First-Time Jitters
Being a superhero means working at it
It’s hard to imagine a world in which Batman doesn’t sell out each and every issue. And yet, the title has struggled over the years. In the 80s, like the rest of the DC universe, Batman wasn’t in a great place, saleswise. In 1986, Frank Miller’s blockbuster The Dark Knight Returns kicked off a Batman mania in wider pop culture, but strangely not in the core title bearing the Caped Crusader’s name. Batman’s sales were lousy in the mid-80s, and they remained so even when The Dark Knight Returns was racking up huge numbers.
Thankfully for DC, when they contracted Miller for the Dark Knight Returns, they also contracted him for an origin story. Miller partnered with his Daredevil collaborator David Mazzuchelli to produce Batman: Year One. And to boost Batman’s flagging sales, they ran it not as a graphic novel, but as a four-issue story arc from Batman #404-407.
It was an unusual move, especially when you consider the tonal whiplash Batman: Year One must have inflicted upon monthly subscribers. But did it get me to buy those issues? Absolutely. And by the powers, am I glad it did.
Batman: Year One is easily one of my favorite Batman stories, a gritty, noir take on Batman’s decision to fight crime in costume, and how it all goes wrong before he finally gets into gear. It’s something Miller worried about writing, since it would require him to tread in canonical territory, unlike The Dark Knight Returns. But by developing unexplored bits of Batman’s early history, we get a tale that enriches Batman’s official history and impacts how we imagine superheroes in general.
Part of the magic comes from focusing equally on the origin of Police Commissioner Jim Gordon, a lieutenant with a checkered past and Gotham City transplant. Through his eyes we see not just how rotten Gotham City has become, but that its police are the worst of its criminals, interested in protecting and serving only their own corruption. As blunt as he is honest, Gordon swiftly makes mortal enemies of his colleagues, who try unsuccessfully to bludgeon him into submission. When we see Gordon deliver some physical justice of his own, we begin to understand why it makes sense that he will find a kindred spirit in a certain costumed vigilante.
Bruce Wayne doesn’t know it yet, but he will need Gordon just as much as Gordon needs him. Crimefighting doesn’t suffer novices lightly, and Batman’s first efforts to bring justice to Gotham’s criminal ecosystem are a disaster. He picks the wrong fights. He doesn’t understand the people he’s trying to save. And doesn’t yet understand that the city needs justice, not vengeance.
In his first scene in costume, the ensuing fracas veers so wildly off-plan that it’s a miracle Batmen even survives it.
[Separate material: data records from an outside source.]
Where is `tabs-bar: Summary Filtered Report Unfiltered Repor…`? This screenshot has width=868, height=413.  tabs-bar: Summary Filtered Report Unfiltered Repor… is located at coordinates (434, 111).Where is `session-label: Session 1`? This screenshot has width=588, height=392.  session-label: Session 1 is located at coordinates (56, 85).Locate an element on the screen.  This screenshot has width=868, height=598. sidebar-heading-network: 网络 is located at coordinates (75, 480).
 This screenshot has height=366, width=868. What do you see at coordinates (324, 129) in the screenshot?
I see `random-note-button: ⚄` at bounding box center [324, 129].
For a tense three pages, Batman surprises some burglars on a fire escape, but he almost kills one by accident and opens himself up to a real beating from the others. If this Batman thing is going to work, he’s going to need to develop his craft in ways he never imagined, and for which there is no instruction manual.
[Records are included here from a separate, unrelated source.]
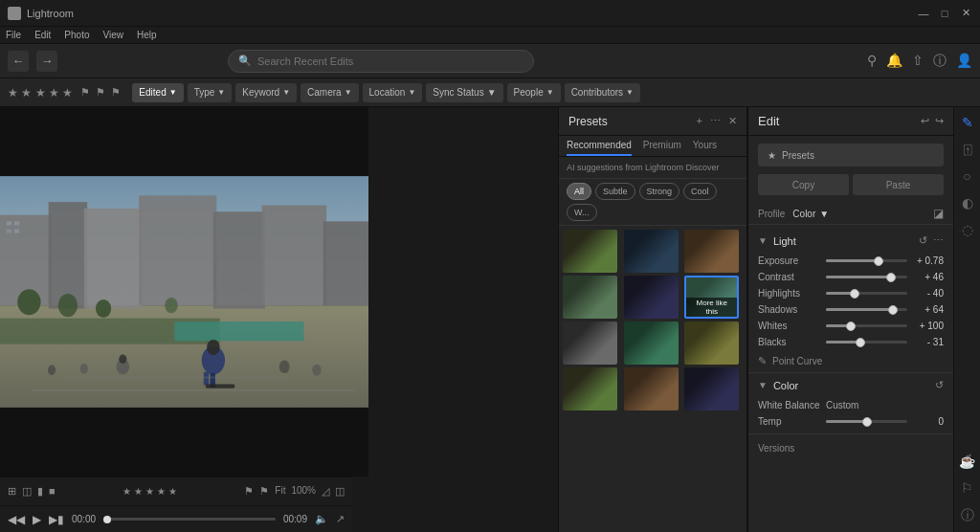 The width and height of the screenshot is (980, 532). I want to click on menu-edit: Edit, so click(42, 34).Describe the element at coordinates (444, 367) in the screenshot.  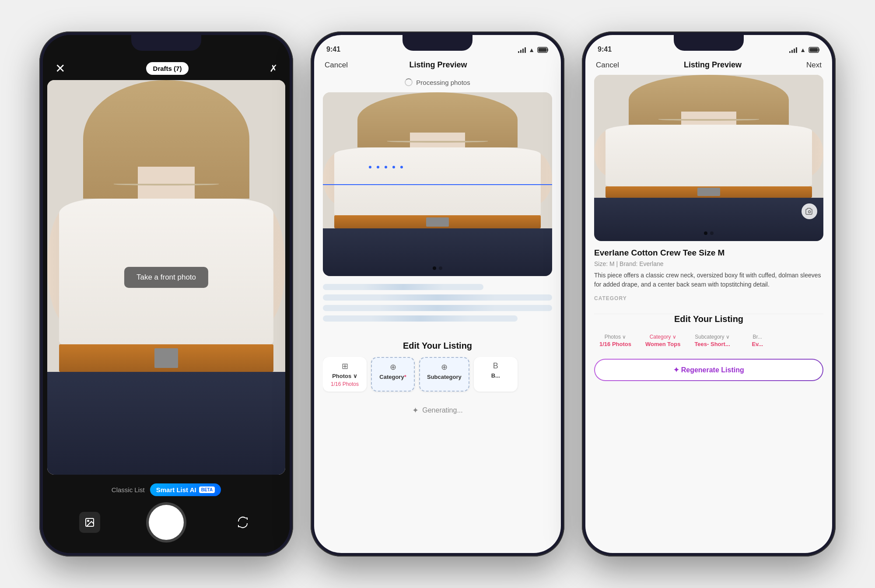
I see `subcategory-tab-icon: ⊕` at that location.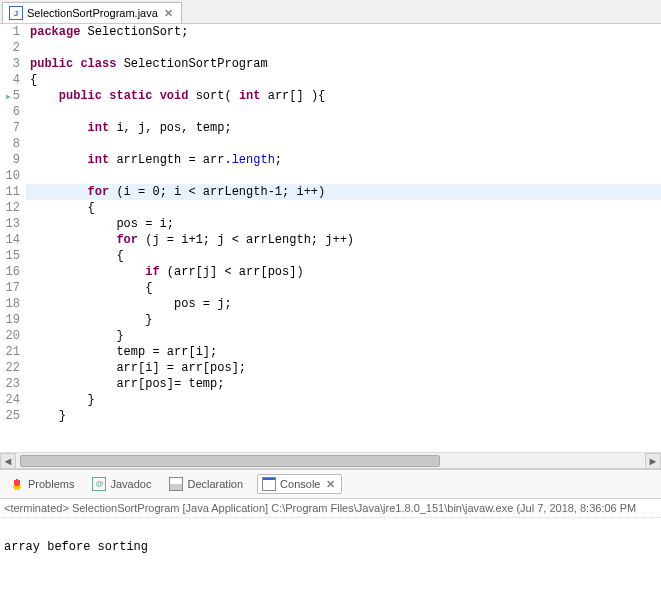 Image resolution: width=661 pixels, height=608 pixels. I want to click on scrollbar-thumb, so click(230, 461).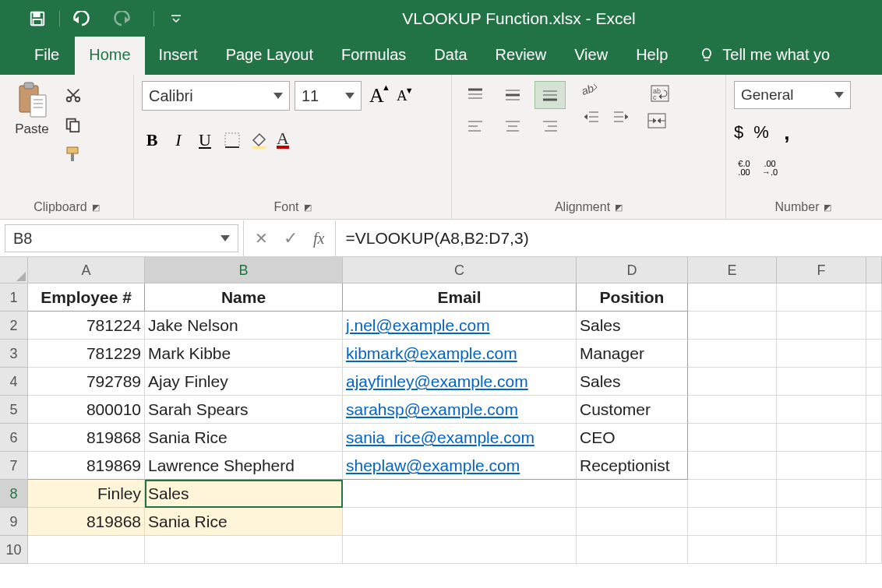  I want to click on cell-F1, so click(821, 298).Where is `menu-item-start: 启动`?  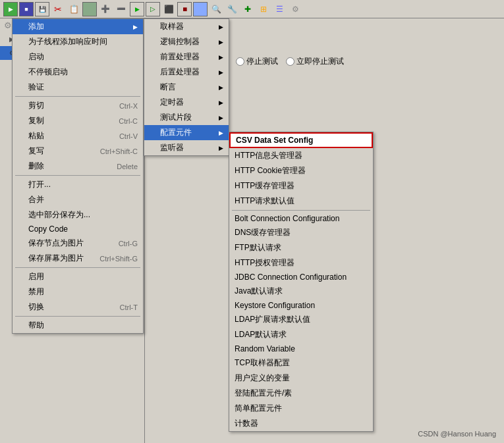 menu-item-start: 启动 is located at coordinates (78, 57).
To see Batman like this in his journeyman days makes us wonder what kind of first-time jitters any other superhero must have had during their first costumed outing. After all, nobody gets anything right the first time. Not even Batman.
It’s worth nothing that Bruce Wayne first tries fighting crime merely as a civilian in disguise and ends up brawling with the very street prostitutes he tried to save. Wounded and humiliated, he realizes that Gotham doesn’t just need someone to pummel human predators. The city is too far gone for that. That’s why he must adopt his Batman persona and elevate himself to something mythic and primordial to strike fear into the heart of evil itself.
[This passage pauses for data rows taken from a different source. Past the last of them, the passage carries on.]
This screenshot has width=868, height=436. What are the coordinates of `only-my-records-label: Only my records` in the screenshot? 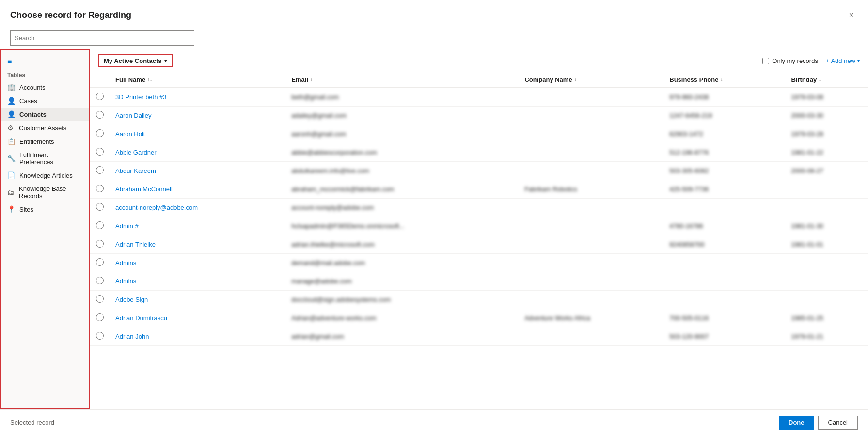 It's located at (790, 61).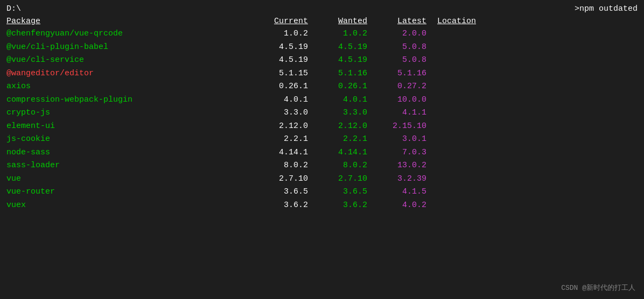 The width and height of the screenshot is (644, 299). What do you see at coordinates (125, 22) in the screenshot?
I see `col-header-package: Package` at bounding box center [125, 22].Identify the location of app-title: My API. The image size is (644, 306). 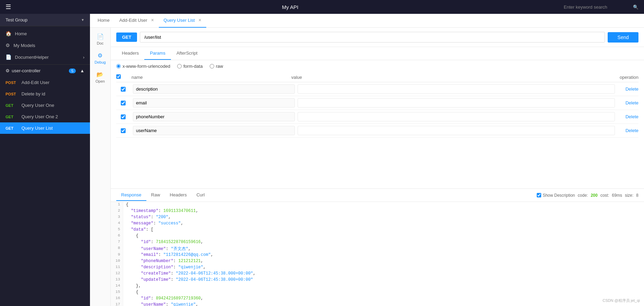
(290, 7). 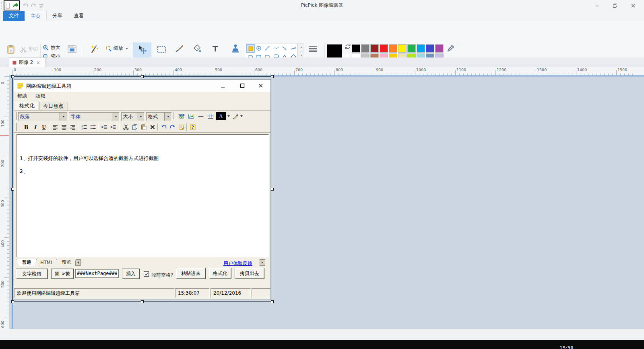 I want to click on eyedropper-icon, so click(x=451, y=48).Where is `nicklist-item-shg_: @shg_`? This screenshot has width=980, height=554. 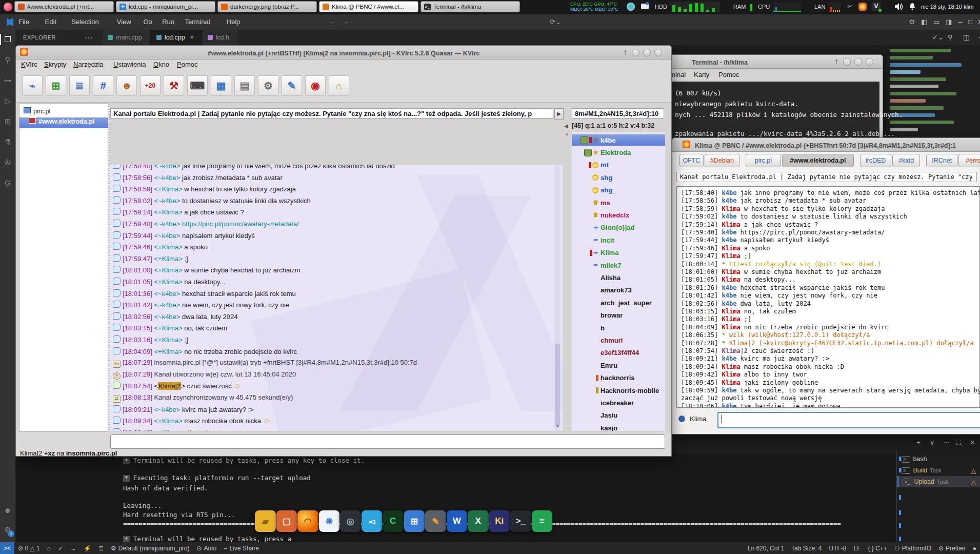 nicklist-item-shg_: @shg_ is located at coordinates (618, 190).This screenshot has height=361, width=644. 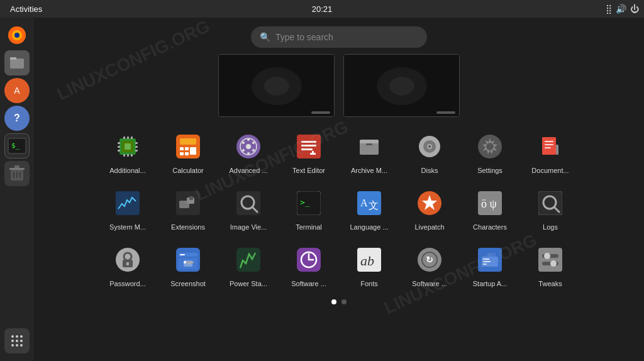 I want to click on app-icon-characters: ö ψ, so click(x=490, y=203). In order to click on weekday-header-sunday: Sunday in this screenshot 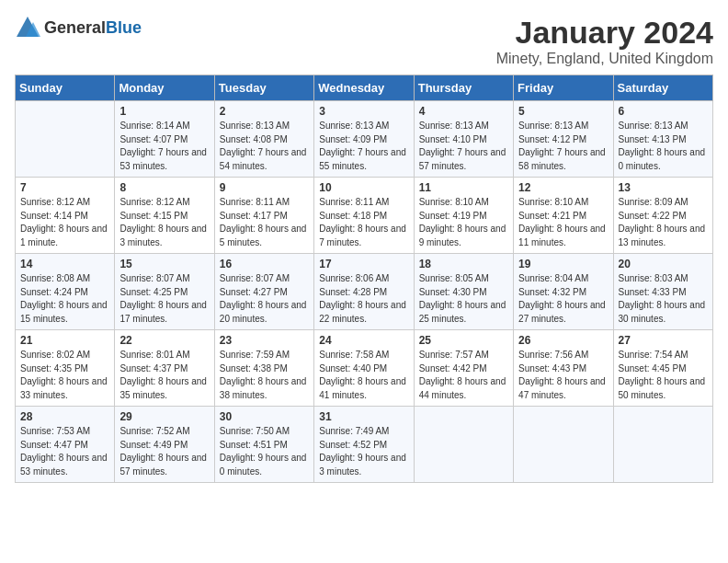, I will do `click(65, 88)`.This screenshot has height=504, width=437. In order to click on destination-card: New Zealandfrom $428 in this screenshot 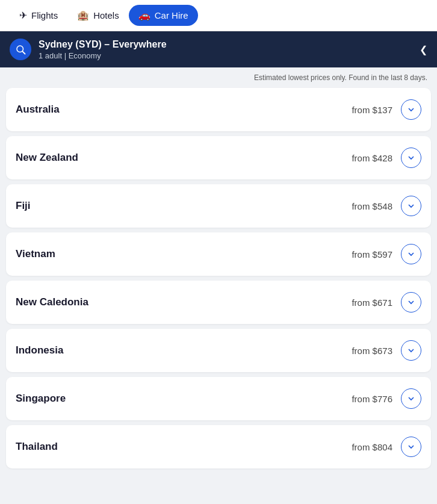, I will do `click(218, 158)`.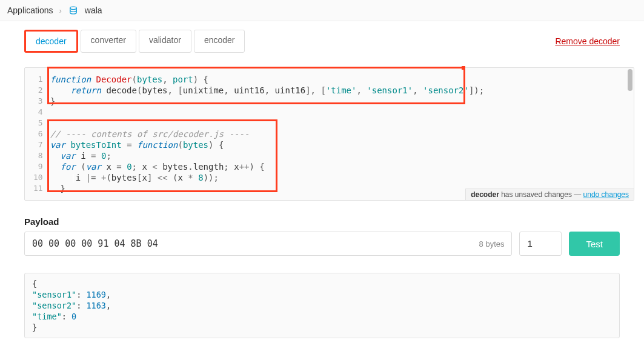 Image resolution: width=644 pixels, height=354 pixels. What do you see at coordinates (30, 10) in the screenshot?
I see `breadcrumb-root: Applications` at bounding box center [30, 10].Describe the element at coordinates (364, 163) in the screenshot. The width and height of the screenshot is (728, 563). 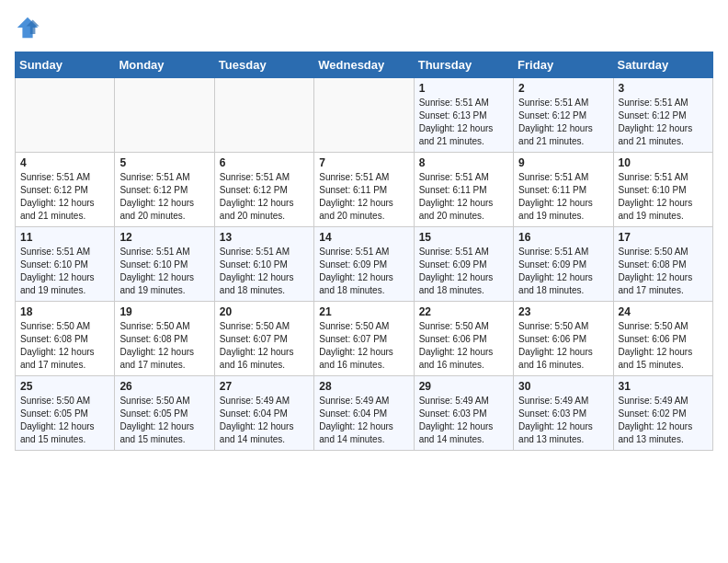
I see `day-number: 7` at that location.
Likewise, it’s worth nothing that Jim Gordon hates his job but refuses to quit out of the kind of stubbornness (and occasionally poor judgement) that probably got him shitcanned to Gotham in the first place. He realizes that simply being a good cop in a rotten department is not enough. The city is too far gone for that, too. And thus, he decides to ally with a certain costumed weirdo in a city that appears to be filling up with them. Gordon’s got sense enough to know when it takes a thief to catch a thief, and Batman’s got sense enough to know that its not a weakness to depend on people you trust.
This sublime telling of a time when the World’s Greatest Detective did not yet deserve such a title stands in stark contrast to every other Batman story that preceded it. Miller sensed that superheroes are most interesting when they’re at their least competent, and he explored that right when superhero comics really began to deconstruct themselves. And it wasn’t to dunk on Batman or to dismiss the notion of superheroes but to explore the idea that making a real difference in the world requires great physical, mental, and moral toil. Batman might not have powers, but he reminds us that they’re that just a shortcut. Real heroism comes from putting in the work. And that holds true no matter what your chosen profession might be.